7 April 2006

Chick lit

Recent reserch by the uni of London has compiled a list of liturature that has changed your life. The reseach, based on about 500 interviews found that "the novel that means most to men is about indifference, alienation and lack of emotional responses. That which means most to women is about deeply held feelings, a struggle to overcome circumstances and passion."

"We found that men do not regard books as a constant companion to their life's journey, as consolers or guides, as women do," said Prof Jardine. "They read novels a bit like they read photography manuals." Women readers used much-loved books to support them through difficult times and emotional turbulence, and tended to employ them as metaphorical guides to behaviour, or assupport and inspiration.
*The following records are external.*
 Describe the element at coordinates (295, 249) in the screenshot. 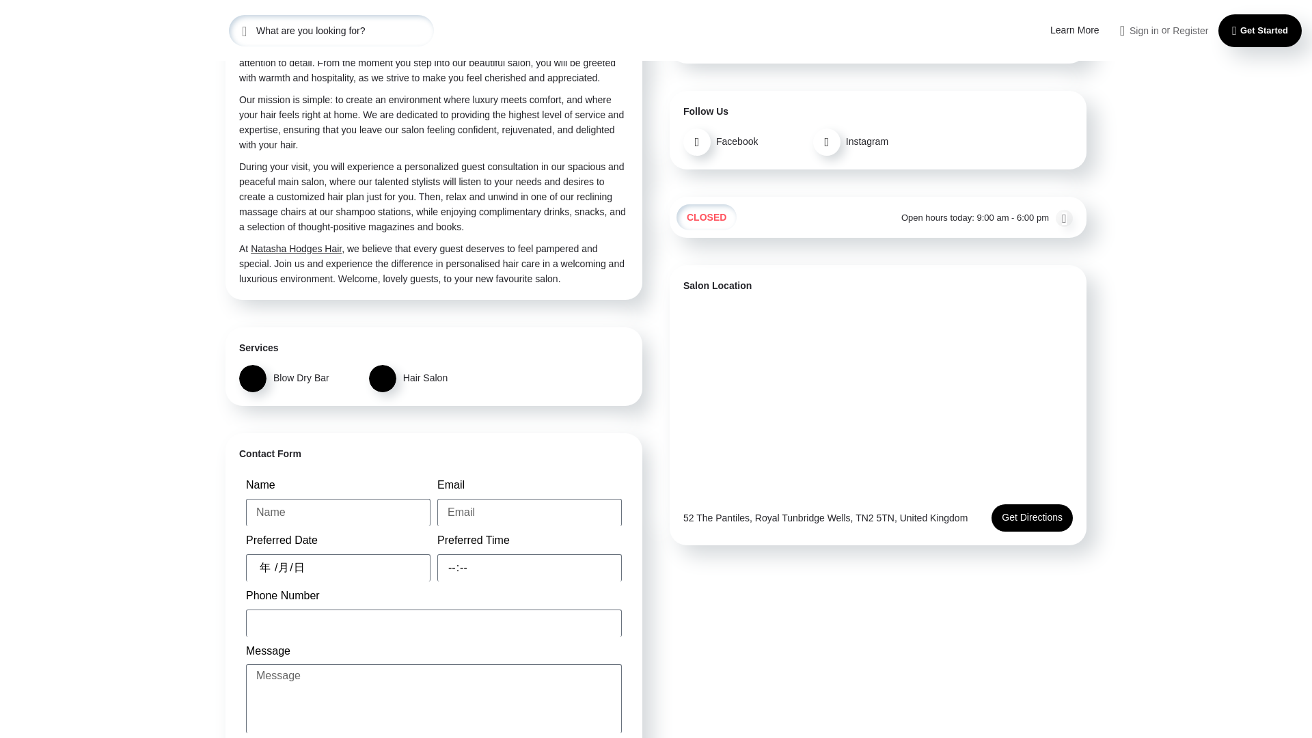

I see `Natasha Hodges Hair` at that location.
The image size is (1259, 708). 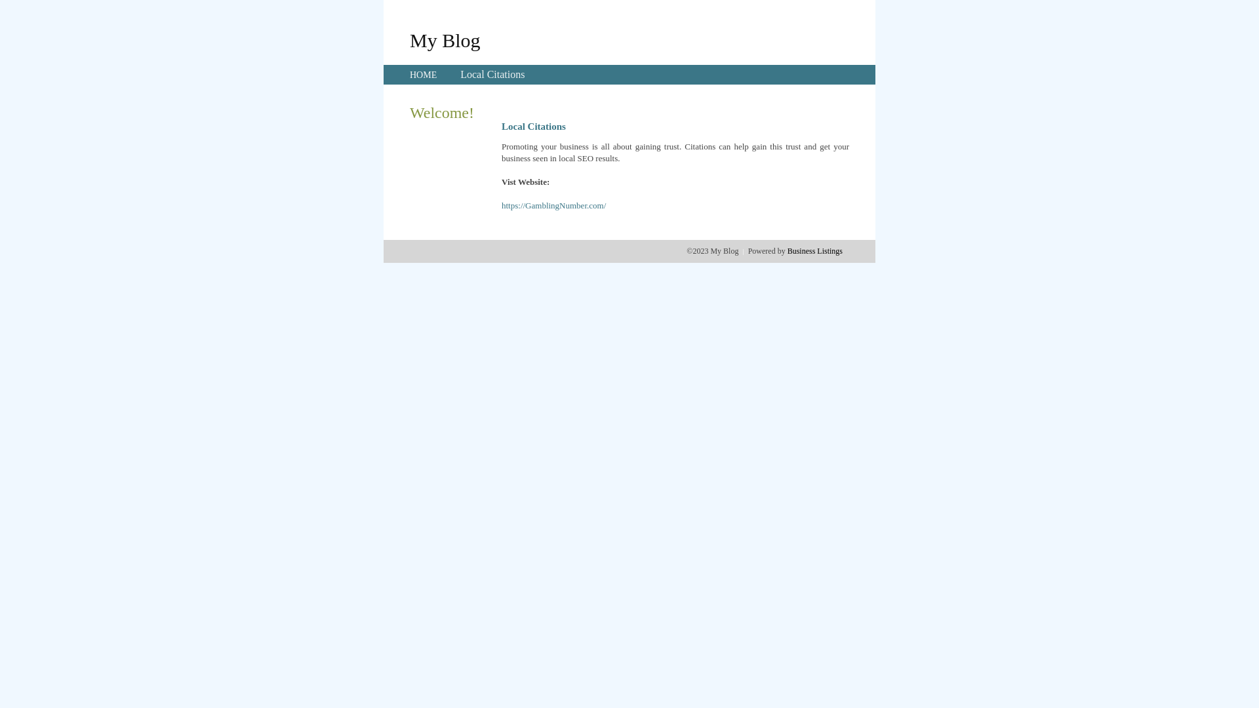 I want to click on My Blog, so click(x=445, y=40).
"The men's list was all angst and Orwell. Sort of puberty reading," she said. Ideas touching on isolation and "aloneness" were strong among the men's "milestone" books. "We were completely taken aback by the results," said Prof Jardine, who admitted that they revealed a pattern verging on a gender cliche, with women citing emotional, more domestic works, and men novels about social dislocation and solitary struggle.
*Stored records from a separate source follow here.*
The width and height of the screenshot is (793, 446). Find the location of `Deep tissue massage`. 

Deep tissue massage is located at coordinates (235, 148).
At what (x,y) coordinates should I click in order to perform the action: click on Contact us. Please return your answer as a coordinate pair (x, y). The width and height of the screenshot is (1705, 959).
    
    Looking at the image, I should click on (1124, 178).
Can you pick which list is which?

  • The Outsider by Albert Camus
  • Heart of Darkness by Joseph Conrad
  • Crime and Punishment by Fyodor Dostoevsky
  • The Great Gatsby by F Scott Fitzgerald
  • Brighton Rock by Graham Greene
  • Catch 22 by Joseph Heller
  • High Fidelity by Nick Hornby
  • Ulysses by James Joyce
  • Metamorphosis by Franz Kafka
  • The Book of Laughter and Forgetting by Milan Kundera
  • To Kill a Mockingbird by Harper Lee
  • One Hundred Years of Solitude by Gabriel Garcia Marquez
  • Lolita by Vladimir Nabokov
  • 1984 by George Orwell
  • The Catcher in the Rye by JD Salinger
  • The Grapes of Wrath by John Steinbeck
  • The Hobbit by JRR Tolkien
  • The Lord of the Rings by JRR Tolkien
  • The Adventures of Huckleberry Finn by Mark Twain
  • Slaughterhouse Five by Kurt Vonnegut

  • Jane Eyre by Charlotte Bronte
  • Wuthering Heights by Emily Bronte
  • The Handmaid's Tale by Margaret Atwood
  • Middlemarch by George Elliot
  • Pride and Prejudice by Jane Austen
  • Beloved by Toni Morrison
  • The Golden Notebook by Dorris Lessing
  • Catch 22 by Joseph Heller
  • Rememberence of Things Past by Marcel Proust
  • Persuasion by Jane Austen
  • Frankenstein by Mary Shelley
  • Oranges are not the only fruit by Janette Winterson
  • One Hundred Years of Solitude by Gabriel Garcia Marquez
  • The Mill on the Floss by George Elliot
  • Little Women by Lousia May Alcott
  • Madame Bovary by Gustav Flaubert
  • The Lion the Witch and the Wardrobe by C.S. Lewis
  • Gone with the Wind by Margaret Mitchell
  • Heart of Darkness by Joseph Conrad
  • To Kill a Mockingbird by Harper Lee

6 April 2006

Tourist in my own town


I went to Coogee Beach today. I think I've only been there about 4 times before, once on a sunny winters day to start the cliff top walk to Bondi with two women friends. Today I walked the other direction, south, and discoved the divine Coogee Women's only baths. Its still 20 cents entry (possibly price fixed since the 30s!) and you can swim laps while looking at the little fishies, feeling safely enclosed by a concrete wall from those sharks that made them close the beach a month or so back. It looks like this.

Todays's quote "All knowledge has value". Honours Religious Sociology Student to Council Worker at Sydney Uni Bus Stop.

3 April 2006

Tortugitas


Wildlife conservation is not just about oh so serious scientists with clipboards and population counts. Out on the Uruguayan coastline it means being part of the community. Which means creating a parade (desfile) as part of Carnaval, where a dozen local kids (and adult volunteers) get to dress up in morphologically accurate costumes of the local marine fauna. Of course.